Amblers solution is to use software methodologies such as Scrum, with iterative development funded in extremely short time frames. Among the benefits are reduced bureaucracy and the fact that users learn what features they really care about before the team wastes time implementing unneeded functionality.
These iterations shouldnt last more than a month. Ambler explained. “Its like studying for an exam,” and starting work the night before the deadline. With six weeks in a project “sprint,” he said, not much is accomplished for the first week or two. “The longer the iterations, the greater at risk your project is,” Ambler said.
Theres good—or at least understandable—reasons for management to emphasize schedules, said Gerald M. Weinberg, author of “The Psychology of Computer Programming” and prime mover behind the AYE Conference. “Even a 4-year-old knows when its Christmas,” Weinberg said. Nontechnical managers may not be able to recognize quality (not that its much easier for anyone else), but they know when the product is done by Christmas day.

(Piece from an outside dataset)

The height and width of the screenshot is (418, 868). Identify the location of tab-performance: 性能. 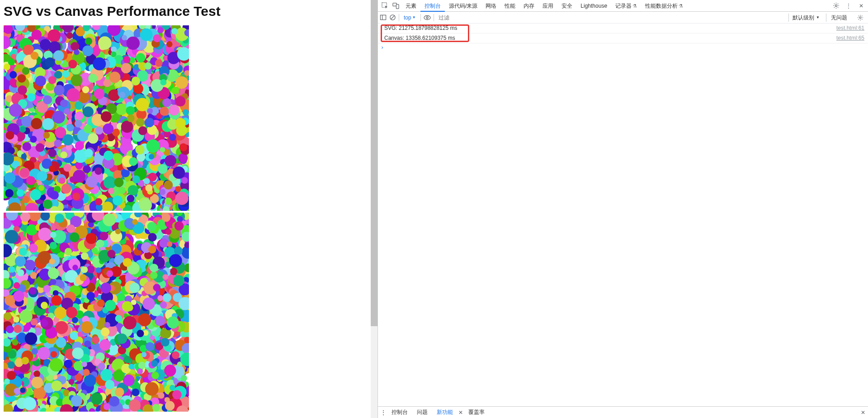
(510, 6).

Weinberg, a keynote speaker, provided a retrospective from his 50 years in the software development industry. (For instance, in the 1950s, male programmers were called Applied Science Representatives, while women doing the same job were called System Service Girls.) One thing that hasnt changed, Weinberg said, is developers snowing management. “They dont know what youre doing,” he said, “so they reward the appearance of work.”
While programmers embrace methodologies primarily because they want to write good code that fulfills their customers needs, theyre also cognizant of the challenges the processes present to management. One problem, according to David Heskell, senior Java architect from Sun Microsystems Inc., is the assumption that a methodology that works great on one type of system will therefore work great on all projects. That doesnt work because of dynamic project requirements (60 percent of requirements change by the end of a project, Heskell said), technical complexity, and the people issues involved.
There are, he said, 63 attributes that can provide predictive insight on project outcome. According to Heskell, only 27 percent of development projects complete on time.
In a panel discussion about agile methods, Joshua Bloch, principal engineer at Google Inc. advised developers to pay particular attention to the way they name variables. Code should read almost like English, Bloch said, and itll be better documentation. He told developers to use the same words in their documentation as in their code. “Better programmers get the names exactly right,” Bloch said.
An overwhelming theme at the show was is to choose methodologies that work for developers and their team. “People have taken [Extreme Programming] rules as gospel,” said Randy Miller, program manager for MSF Agile at Microsoft. MSF Agile is shipping with Visual Studio 2005 Team System.
In response, Bloch quipped, “How can something that calls itself extreme be interpreted loosely?”